The dissolution of the monasteries in 1539 made large tracts of land available to the Crown which from the sixteenth century was sold to subsidise the extravagant lifestyle of the impecunious Tudor and early Stuart monarchs. The manor of Knottingley was held by the Wildbore family from whom it eventually passed to one Grimsditch who had married the daughter of Richard Wildbore.

The Grimsditch family were of yeoman stock, not particularly wealthy, and when one of the sons incurred substantial debts the only recourse was to sell part of the manorial holding.

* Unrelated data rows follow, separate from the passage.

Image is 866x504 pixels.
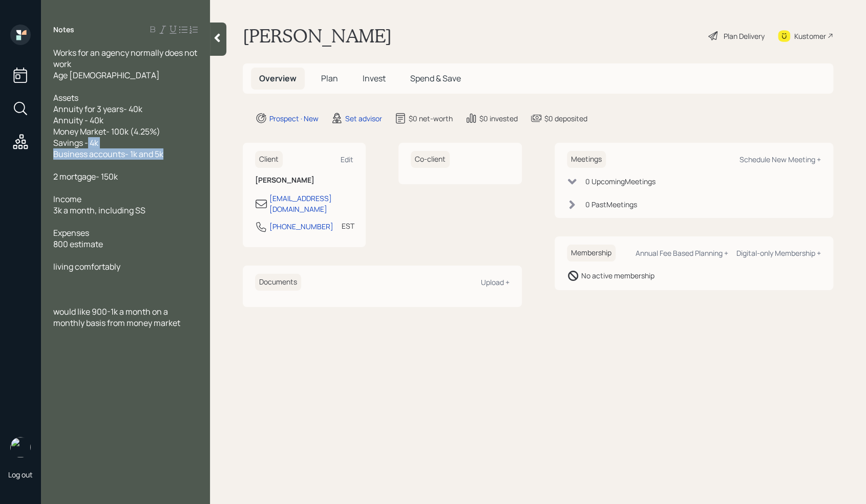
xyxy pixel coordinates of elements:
div: Schedule New Meeting + [739,155,821,164]
h6: Documents [255,274,301,291]
div: Prospect · New [269,113,318,124]
div: Annual Fee Based Planning + [636,248,728,258]
span: Plan [321,72,338,84]
span: 2 mortgage- 150k [53,171,117,182]
span: Age [DEMOGRAPHIC_DATA] [53,70,160,81]
div: Edit [341,155,353,164]
span: Money Market- 100k (4.25%) [53,126,160,137]
div: Digital-only Membership + [736,248,821,258]
img: retirable_logo.png [10,437,30,457]
label: Notes [53,25,74,35]
div: [EMAIL_ADDRESS][DOMAIN_NAME] [269,193,353,215]
span: would like 900-1k a month on a monthly basis from money market [53,306,181,329]
h1: [PERSON_NAME] [243,25,391,47]
span: Spend & Save [410,72,461,84]
div: Log out [9,470,33,480]
div: $0 net-worth [408,113,453,124]
div: EST [342,221,354,231]
span: Savings - 4k [53,137,98,149]
span: Assets [53,92,79,103]
div: [PHONE_NUMBER] [269,221,333,232]
h6: Meetings [567,151,606,168]
div: No active membership [581,270,654,281]
span: 3k a month, including SS [53,205,146,216]
div: Plan Delivery [724,30,765,41]
span: Works for an agency normally does not work [53,47,198,70]
span: Overview [259,72,296,84]
h6: [PERSON_NAME] [255,176,353,185]
div: $0 deposited [545,113,587,124]
span: living comfortably [53,261,121,272]
div: Set advisor [345,113,382,124]
span: Expenses [53,227,89,239]
span: Invest [363,72,386,84]
div: $0 invested [479,113,517,124]
div: Kustomer [794,30,826,41]
div: 0 Past Meeting s [585,199,637,210]
span: 800 estimate [53,239,103,250]
span: Income [53,194,82,205]
div: 0 Upcoming Meeting s [585,176,655,187]
span: Business accounts- 1k and 5k [53,149,163,159]
h6: Co-client [411,151,450,168]
span: Annuity for 3 years- 40k [53,103,142,114]
span: Annuity - 40k [53,114,103,126]
h6: Membership [567,245,615,261]
div: Upload + [481,278,510,287]
h6: Client [255,151,282,168]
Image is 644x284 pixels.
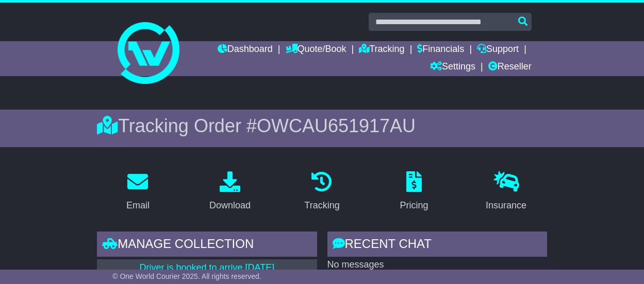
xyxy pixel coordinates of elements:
a: Pricing [393,168,435,216]
div: RECENT CHAT [328,232,547,260]
div: Tracking Order # [97,115,547,137]
div: Download [209,199,250,213]
a: Tracking [297,168,346,216]
a: Insurance [479,168,533,216]
a: Dashboard [217,41,272,59]
div: Manage collection [97,232,316,260]
p: No messages [328,260,547,271]
div: Insurance [485,199,527,213]
a: Financials [417,41,464,59]
a: Download [203,168,257,216]
a: Quote/Book [286,41,347,59]
a: Support [477,41,518,59]
div: Email [126,199,150,213]
a: Settings [430,59,475,76]
a: Reseller [488,59,532,76]
div: Pricing [400,199,428,213]
a: Tracking [358,41,404,59]
div: Tracking [304,199,339,213]
span: © One World Courier 2025. All rights reserved. [112,272,261,280]
a: Email [120,168,156,216]
span: OWCAU651917AU [256,115,416,136]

Thus, by the seventeenth century the manor of Knottingley had been divided into four separate holdings, one part being held by John Grimsditch, a second by Stephen Grimsditch, tenant of one of the recently created Cridling Park farms, a third portion was held by John Wildbore and the remaining land by Richard Smyth, all being of yeoman stock. (5)

In 1637 Sir Arthur Ingram, a nouveau rich capitalist of a type engendered by the spirit of that era, having financial interests in the township and its vicinity, purchased the manorial rights at Knottingley and installed his nephew and namesake in a newly built manor house at Hill Top, close to the mansion of the Wildbores’ which stood adjacent to St. Botolph’s Church. (6)

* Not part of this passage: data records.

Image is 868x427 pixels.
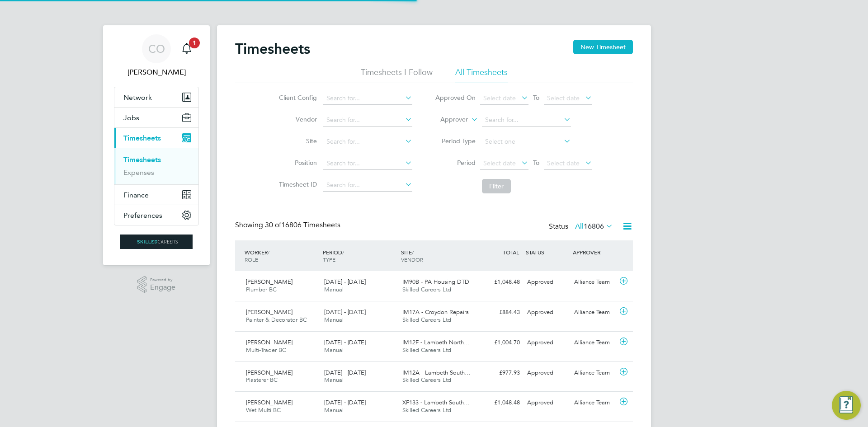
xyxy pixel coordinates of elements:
span: [PERSON_NAME] [246,308,293,315]
button: Timesheets [114,128,198,148]
button: Network [114,87,198,107]
span: 16806 [584,222,604,230]
span: Powered by [150,275,175,283]
span: [DATE] - [DATE] [324,338,365,346]
input: Search for... [323,179,412,191]
div: £1,048.48 [477,395,523,410]
div: Approved [523,335,571,350]
span: Select date [547,94,579,102]
div: £1,004.70 [477,335,523,350]
div: Alliance Team [571,275,617,289]
span: Select date [547,159,579,167]
input: Select one [482,135,571,148]
div: Approved [523,395,571,410]
label: Position [276,158,317,167]
div: Timesheets [114,148,198,184]
span: [DATE] - [DATE] [324,308,365,315]
span: Select date [483,94,516,102]
span: Manual [324,376,343,383]
div: PERIOD [320,244,398,267]
span: [PERSON_NAME] [246,278,293,285]
span: Manual [324,285,343,293]
button: Jobs [114,107,198,127]
button: Finance [114,184,198,204]
a: Expenses [123,168,154,177]
div: Alliance Team [571,305,617,320]
a: Timesheets [123,155,161,164]
span: Engage [150,283,175,292]
div: SITE [398,244,477,267]
h2: Timesheets [235,40,310,58]
span: Plasterer BC [246,376,277,383]
input: Search for... [323,114,412,126]
div: Alliance Team [571,335,617,350]
span: [DATE] - [DATE] [324,278,365,285]
span: Multi-Trader BC [246,346,286,354]
span: Network [123,93,152,102]
span: Manual [324,346,343,354]
nav: Main navigation [103,25,210,265]
span: TYPE [323,256,336,262]
input: Search for... [323,135,412,148]
span: Manual [324,315,343,323]
button: New Timesheet [573,40,633,54]
span: Skilled Careers Ltd [402,376,451,383]
span: [PERSON_NAME] [246,398,293,406]
span: Manual [324,406,343,413]
li: All Timesheets [455,67,508,83]
span: 30 of [265,220,281,230]
label: Period Type [435,137,476,145]
a: 1 [178,34,195,64]
span: Select date [483,159,516,167]
span: Wet Multi BC [246,406,280,413]
span: To [530,92,542,103]
span: Finance [123,191,149,199]
label: Site [276,137,317,145]
a: Go to home page [114,234,199,249]
span: IM17A - Croydon Repairs [402,308,469,315]
button: Filter [482,179,511,193]
span: To [530,157,542,168]
div: Approved [523,275,571,289]
span: Skilled Careers Ltd [402,346,451,354]
span: TOTAL [503,248,519,256]
div: £977.93 [477,365,523,380]
span: VENDOR [401,256,423,262]
div: Approved [523,305,571,320]
span: ROLE [244,256,258,262]
div: Approved [523,365,571,380]
div: Alliance Team [571,395,617,410]
span: 1 [189,37,200,48]
span: [PERSON_NAME] [246,338,293,346]
a: Powered byEngage [137,275,175,293]
span: XF133 - Lambeth South… [402,398,470,406]
span: [DATE] - [DATE] [324,368,365,376]
button: Engage Resource Center [832,390,860,419]
label: Vendor [276,115,317,123]
span: Timesheets [123,134,161,142]
button: Preferences [114,205,198,225]
span: 16806 Timesheets [265,220,340,230]
label: Approver [427,115,468,124]
div: £884.43 [477,305,523,320]
input: Search for... [323,157,412,170]
span: IM12F - Lambeth North… [402,338,470,346]
label: Period [435,158,476,167]
div: Alliance Team [571,365,617,380]
li: Timesheets I Follow [361,67,433,83]
div: WORKER [242,244,320,267]
label: All [575,222,613,230]
span: / [411,248,414,256]
input: Search for... [482,114,571,126]
span: / [342,248,344,256]
label: Timesheet ID [276,180,317,188]
span: Preferences [123,211,162,220]
span: IM90B - PA Housing DTD [402,278,469,285]
div: APPROVER [571,244,617,260]
span: Plumber BC [246,285,277,293]
img: skilledcareers-logo-retina.png [120,234,192,249]
span: [DATE] - [DATE] [324,398,365,406]
span: CO [149,43,165,54]
label: Client Config [276,93,317,102]
span: Painter & Decorator BC [246,315,307,323]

For 150 years from 1637, the manor of Knottingley was in the possession of the Ingrams and their descendants but following the demise of the Rev. Gooderick Ingram in 1787 the manor was again sub divided and at the time of the enclosure survey in 1795 the manorial lands were held by the families of Frank, Wasney, Poole and Thompson. (7)

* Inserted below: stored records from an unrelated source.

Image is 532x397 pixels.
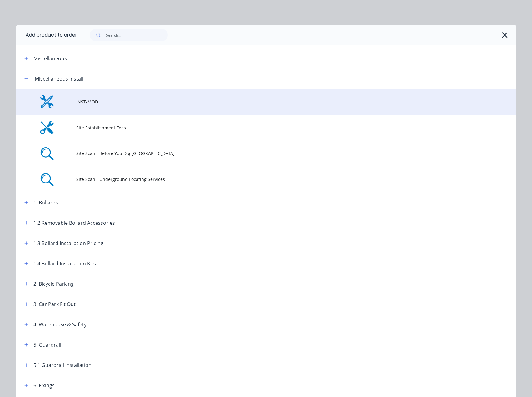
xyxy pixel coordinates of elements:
div: Add product to order [16,25,77,45]
div: 4. Warehouse & Safety [33,321,87,328]
div: 6. Fixings [33,382,55,389]
div: 1. Bollards [33,198,58,206]
span: INST-MOD [76,98,428,105]
div: 2. Bicycle Parking [33,280,74,287]
span: Site Scan - Underground Locating Services [76,176,428,182]
input: Search... [106,29,168,41]
div: 3. Car Park Fit Out [33,301,76,308]
div: .Miscellaneous Install [33,75,83,83]
span: Site Establishment Fees [76,124,428,131]
div: 5.1 Guardrail Installation [33,361,92,369]
div: 1.2 Removable Bollard Accessories [33,219,115,226]
span: Site Scan - Before You Dig [GEOGRAPHIC_DATA] [76,150,428,157]
div: 1.3 Bollard Installation Pricing [33,239,103,247]
div: Miscellaneous [33,55,67,62]
div: 5. Guardrail [33,341,61,349]
div: 1.4 Bollard Installation Kits [33,260,96,267]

The limestone extraction industry whilst long established within and around the township of Knottingley developed rapidly from the mid-eighteenth century stimulating land purchase. As a result, by the first decade of the nineteenth century much of the manorial land, particularly within the former open field to the south of the town, had been acquired by limestone merchants such as Edward Gaggs, William Moorhouse and Benjamin Atkinson, who by virtue of wealth obtained through their varied business interests, were the leading figures in the social and economic life of Knottingley.

The rise of Knottingley as a significant river port involved with the coastal and inland trade from the fourteenth century also encouraged the introduction of local shipbuilding and allied trades as a corollary to the maritime activity. Thus, by the beginning of the nineteenth century the place was a hive of activity with the potential for further industrial and commercial development stimulated by the rapid progress of the Industrial Revolution. Yet despite the developing trends the settlement at that time was little more than an extensive village, predominantly agricultural and pastoral in nature, retaining many aspects of its rural characteristics, its low lying verdant fields, limestone buildings, and gardens hanging above the craggy quarries with their gently smoking kilns and with numerous keels and sloops swaying peacefully at anchor on the river Aire. (8) The sense of timelessness and romanticism which produced the picturesque scene was, however, superficial for beneath the surface, poverty, squalor and disease marked the daily life of the majority of the inhabitants bringing hardship and suffering in profusion while the lack of a common standard of hygiene produced periodic epidemics from which even the more socially detached wealthy middle class citizens within the town were not immune. Consequently, by the advent of the nineteenth century an admix of national legislation and local self interest combined to produce somewhat grudging measures of poor relief and social and civic improvement designed to alleviate the worst conditions faced by the populace.

The course of the nineteenth century was therefore a period of transformation from ancient to modern township so that by the advent of the following century Knottingley was a prosperous industrial centre characterised by the pride of its inhabitants in the town to which they belonged.

It is the purpose of this study to examine specific aspects of the developing township during the nineteenth century to reveal the course of the transformation and its effect upon the people of that age.